(I think I’m going to do more of these ‘post a thing that I wrote and then ramble about it’ things.) I once sent a friend of mine some of a batch of poems that I wrote in early 2008. As I read through them and sent them to her, I commented on some of them. On one I noted that its meaning was inscrutable even to me. It started with the lines “Left turn only / once defined your destination,” and I’m still not sure what that means. The full text is here:

“Left turn only” once defined
your destination.
And, after hours on a Tuesday,
the blur of traffic signals–
the prohibitive reds, flashing
but never changing–
became too much,
and you would stand for hours
at a single intersection.

By day you could follow the crowds,
but at night,
with only the occasional passing car,
the isolation was crushing.
None of the distant lights
cared for you,
if they even knew you existed.
The most reaction you could get
came from the crosswalk signals.
Even then,
it was only so long
before “don’t walk” would flash again.

Did I just like the line? Did it mean something? I have no idea. I wrote this poem about making an impact, about isolation, and about destinations, but I don’t know why I decided that left turn only would have any meaning. Was it merely suggesting that, at night, you don’t have to turn left in the left turn lanes in Seattle (which the poem, as much of my poetry, was definitely about)? Was it instead suggesting that the person described in the poem was once defined by restriction and was now paralyzed by freedom?

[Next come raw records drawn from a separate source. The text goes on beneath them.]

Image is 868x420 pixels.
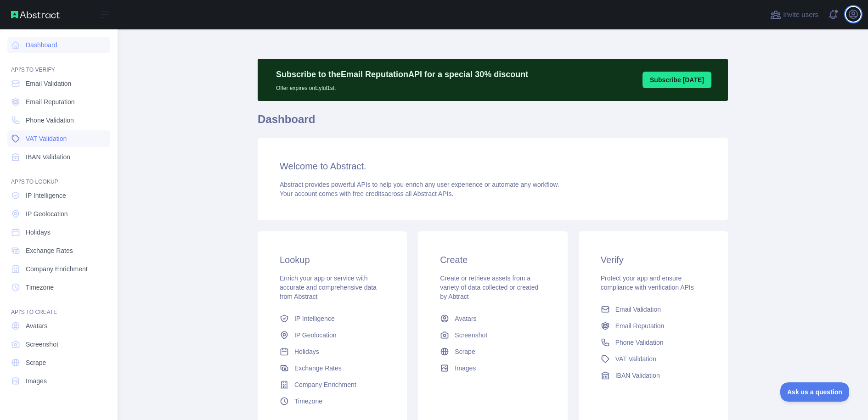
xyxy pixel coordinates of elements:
[26,340,58,349] span: Screenshot
[26,152,70,161] span: IBAN Validation
[26,191,66,200] span: IP Intelligence
[276,68,528,81] p: Subscribe to the Email Reputation API for a special 30 % discount
[26,79,71,88] span: Email Validation
[455,314,476,323] span: Avatars
[597,367,709,384] a: IBAN Validation
[295,396,322,405] span: Timezone
[8,130,110,147] a: VAT Validation
[601,275,694,291] span: Protect your app and ensure compliance with verification APIs
[279,275,376,300] span: Enrich your app or service with accurate and comprehensive data from Abstract
[353,190,385,198] span: free credits
[26,209,68,219] span: IP Geolocation
[26,283,54,292] span: Timezone
[783,10,818,20] span: Invite users
[597,317,709,334] a: Email Reputation
[8,317,110,334] a: Avatars
[8,148,110,165] a: IBAN Validation
[279,253,385,266] h3: Lookup
[295,314,335,323] span: IP Intelligence
[8,261,110,277] a: Company Enrichment
[8,242,110,259] a: Exchange Rates
[279,190,453,198] span: Your account comes with across all Abstract APIs.
[26,115,74,125] span: Phone Validation
[8,279,110,296] a: Timezone
[440,253,545,266] h3: Create
[11,11,60,18] img: Abstract API
[8,112,110,129] a: Phone Validation
[26,376,47,386] span: Images
[276,393,388,409] a: Timezone
[279,181,559,188] span: Abstract provides powerful APIs to help you enrich any user experience or automate any workflow.
[615,354,656,363] span: VAT Validation
[276,81,528,92] p: Offer expires on Eylül 1st.
[8,206,110,222] a: IP Geolocation
[26,246,73,255] span: Exchange Rates
[276,327,388,344] a: IP Geolocation
[295,363,342,373] span: Exchange Rates
[615,305,661,314] span: Email Validation
[601,253,706,266] h3: Verify
[258,112,728,134] h1: Dashboard
[455,363,476,373] span: Images
[455,347,474,356] span: Scrape
[295,380,357,389] span: Company Enrichment
[8,354,110,371] a: Scrape
[295,347,319,356] span: Holidays
[26,264,88,273] span: Company Enrichment
[615,338,663,347] span: Phone Validation
[597,351,709,367] a: VAT Validation
[276,344,388,359] a: Holidays
[8,167,110,185] div: API'S TO LOOKUP
[436,359,548,376] a: Images
[276,310,388,327] a: IP Intelligence
[279,160,706,173] h3: Welcome to Abstract.
[8,75,110,92] a: Email Validation
[26,134,66,143] span: VAT Validation
[642,71,711,88] button: Subscribe [DATE]
[8,55,110,73] div: API'S TO VERIFY
[436,310,548,327] a: Avatars
[455,330,487,340] span: Screenshot
[436,327,548,344] a: Screenshot
[8,298,110,315] div: API'S TO CREATE
[26,358,46,367] span: Scrape
[769,8,820,22] button: Invite users
[8,336,110,352] a: Screenshot
[615,371,660,380] span: IBAN Validation
[436,344,548,359] a: Scrape
[8,224,110,240] a: Holidays
[8,37,110,54] a: Dashboard
[26,321,47,330] span: Avatars
[8,187,110,204] a: IP Intelligence
[440,275,538,300] span: Create or retrieve assets from a variety of data collected or created by Abtract
[780,382,850,402] iframe: Toggle Customer Support
[276,359,388,376] a: Exchange Rates
[276,376,388,393] a: Company Enrichment
[8,373,110,389] a: Images
[295,330,337,340] span: IP Geolocation
[597,334,709,351] a: Phone Validation
[615,321,665,330] span: Email Reputation
[26,98,75,106] span: Email Reputation
[597,301,709,317] a: Email Validation
[26,228,50,237] span: Holidays
[8,94,110,110] a: Email Reputation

I don’t know these things, and this is weird, even to me. I could probably tell you what inspired most of my writing, even though I am probably too prolific for my own good at times. I know these stories. And yet, here’s this. Some of the others are the same way: I have no idea what I was thinking when I wrote it. Not in a ‘wow, this is terrible’ sense, but in a ‘I don’t recognize these emotions’ sense. I’m not sure how I feel about that.